As sports fans across the country finish making their final
brackets for the men's NCAA basketball tournament, they often look for a
perfect strategy or formula to ensure that they will be bringing home the honor
of office pool champion.
But discovering the perfect formula is difficult, with
different experts making opposite claims, and each sports website's algorithm
contradicting the one before it.
In past years, I've consistently stuck to the same strategy,
one that emphasized the importance of bragging rights, albeit, I now admit, inaccurately so.
You see, my thinking at the time was that when you
accurately predict an upset, you get more bragging rights than if you
accurately predict victory by the favored team. The bigger the upset, the
greater your bragging rights.
And so, for years I have consistently picked the ultimate
upset...every 16 seed to beat every number 1 seed. The benefit of this strategy
is that if even just one 16 seed pulls off the upset, you have gained the
ultimate bragging rights- predicting an outcome that no one else foresaw. The
only drawback is that, well... your bracket is always completely and utterly
busted before the tournament even begins. And, when every 16 seed inevitably
loses, the result is: no bragging rights.
So this year I've decided to change my tactics to make
myself more competitive in actually winning a pool.
I have come up with what I believe will be a highly
successful strategy to winning every March Madness pool, large or small.
Now, you could go to the "experts" at Yahoo!,
who's picks rely on little more than speculation, or those at CBS Sports, who rely on what can only be viewed as faulty algorithms, to seek help in making a
perfect bracket. But only my formula integrates advanced mathematical formulas,
complex scientific theory and the most up-to-date technology to calculate the
winner of each game.
First, you must start with what you know. Everything I know
about college basketball I learned from my brother-in-law. It can be summarized
in the following way:
North Carolina = Good Guys
Duke = Bad Guys
So, using this as our starting point, we know that we must
pick the good guys to win the entire tournament. So, pick North Carolina to win
every game where they appear, until you have them winning the championship
game.
The next step may confuse some people. You may think that it
is simple. Our second piece of knowledge is that Duke is bad, so certainly Duke
must lose their first game, and immediately be eliminated from the tournament, right?
Wrong.
Every sports fan understands the truth of this basic
law of physics:
For every hero there
is an equal and opposite villain.
To put it another way, for those who are less of science
gurus and more mathematically inclined:
Hero - Villain = No
Hero
Well, certainly the good guy must be the hero and the bad
guy must be the villain, and so, in order for the Tar Heels to be true heroes,
they must overcome an evil villain. And because no other basketball team comes
close to the villainy of the Blue Devils, they must face off, head-to-head.
Therefore, the next step is to pick Duke to win every game
in which they appear, until they face the Tar Heels and are ultimately defeated
in the championship game. This will result in North Carolina not only being
crowned as the national champions, but also being recognized as true heroes.
Now, if you're like me, all this math and science, all these
theories and formulas, are probably making your head spin. At about this point
your brain is starting to hurt and you're not sure how much longer you can keep
up this intense concentration.
This is where modern technology comes in.
If you are filling out a bracket online, you can just click
on a team and that team's name will be filled in for you, in the next slot. You
don't even have to type it out yourself. So, what you do is, you just randomly
click on boxes with total disregard for what team you are picking, you don't
even have to know what team you are picking, until your entire bracket is full.
And that is how you can use math, science and modern
technology to win every pool you enter. And
by winning your pool, you will gain true bragging rights as the most
knowledgeable basketball fan in your group of friends or colleagues.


- [Task]
Before copying, find the line below that contains "Compute the bounding box for human hair."; then return it and all later lines exactly, up to and including the final line, with no pictures.

- [Supplied records]
· · · · · · ·
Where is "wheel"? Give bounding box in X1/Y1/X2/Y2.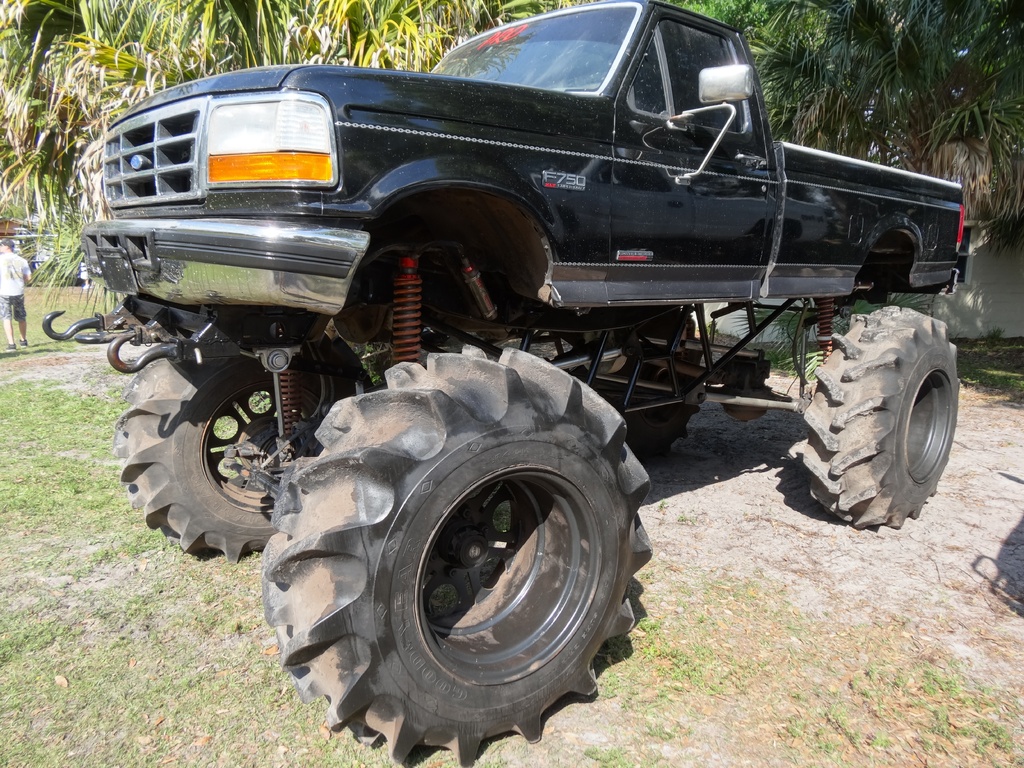
109/347/356/565.
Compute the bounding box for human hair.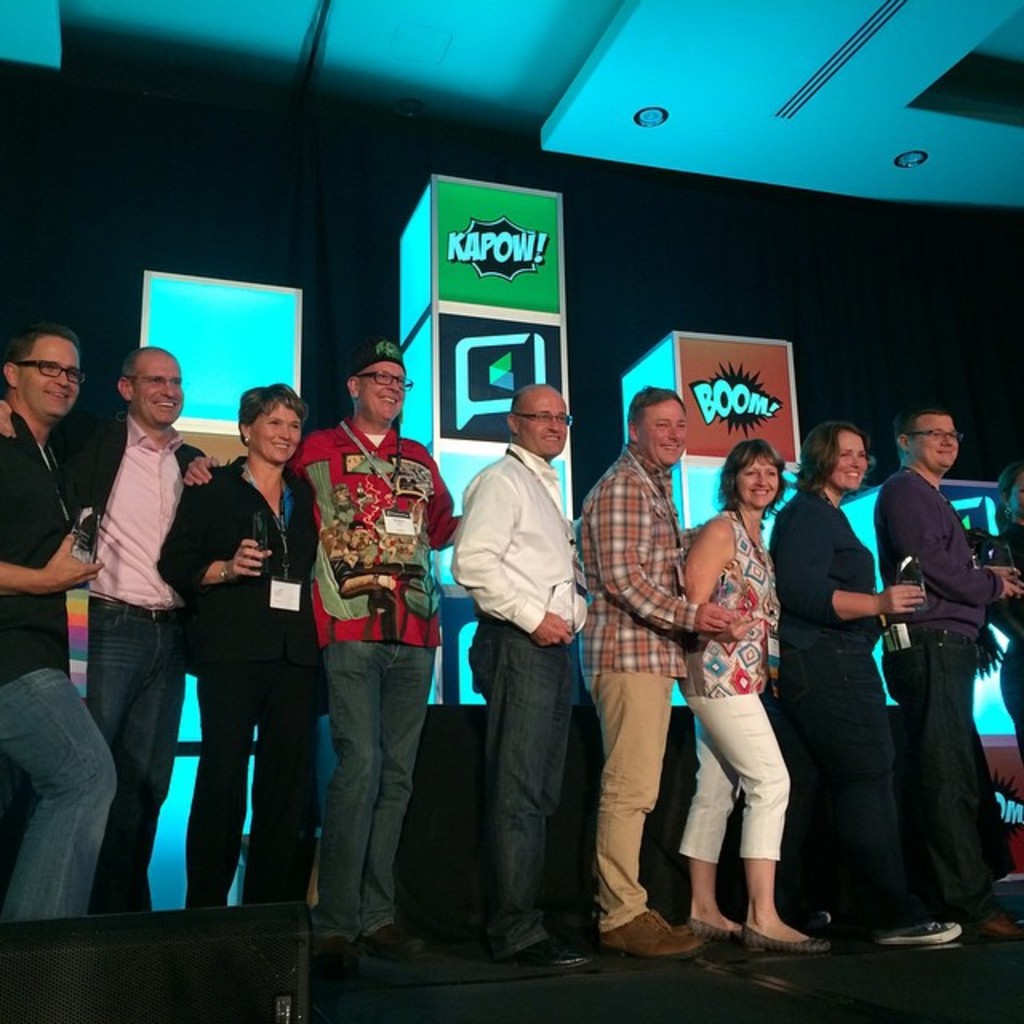
<bbox>238, 379, 306, 450</bbox>.
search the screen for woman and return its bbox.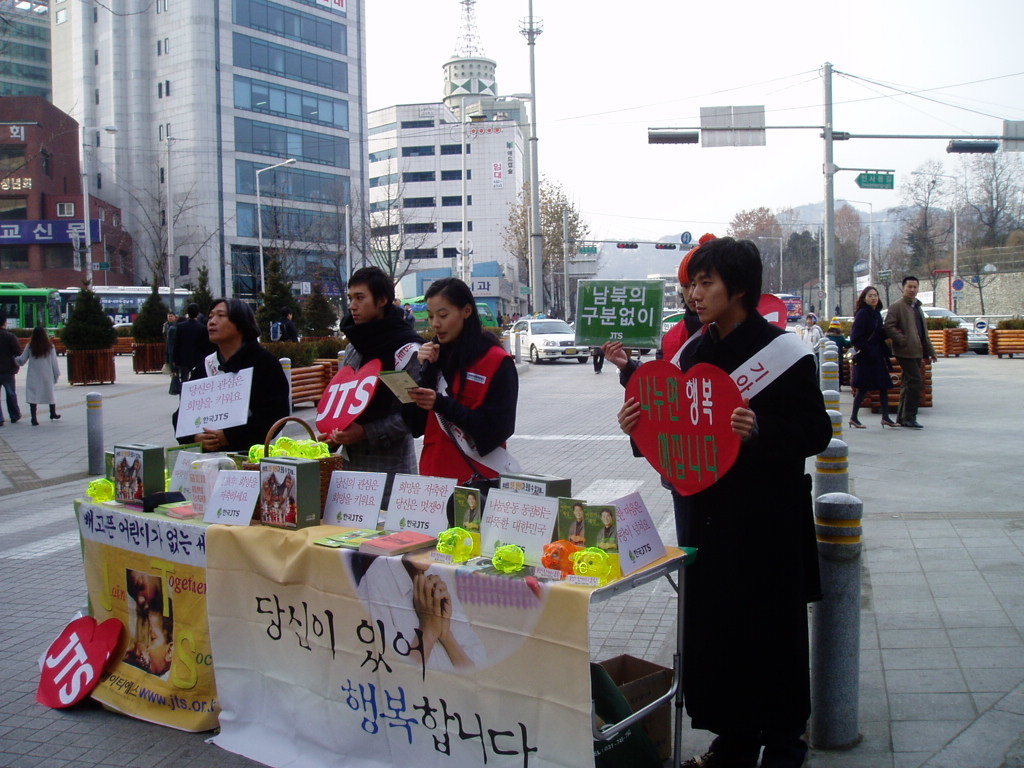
· · · · · · ·
- [Exercise result]
Compute the bounding box for human hair.
<bbox>238, 379, 306, 450</bbox>.
search the screen for woman and return its bbox.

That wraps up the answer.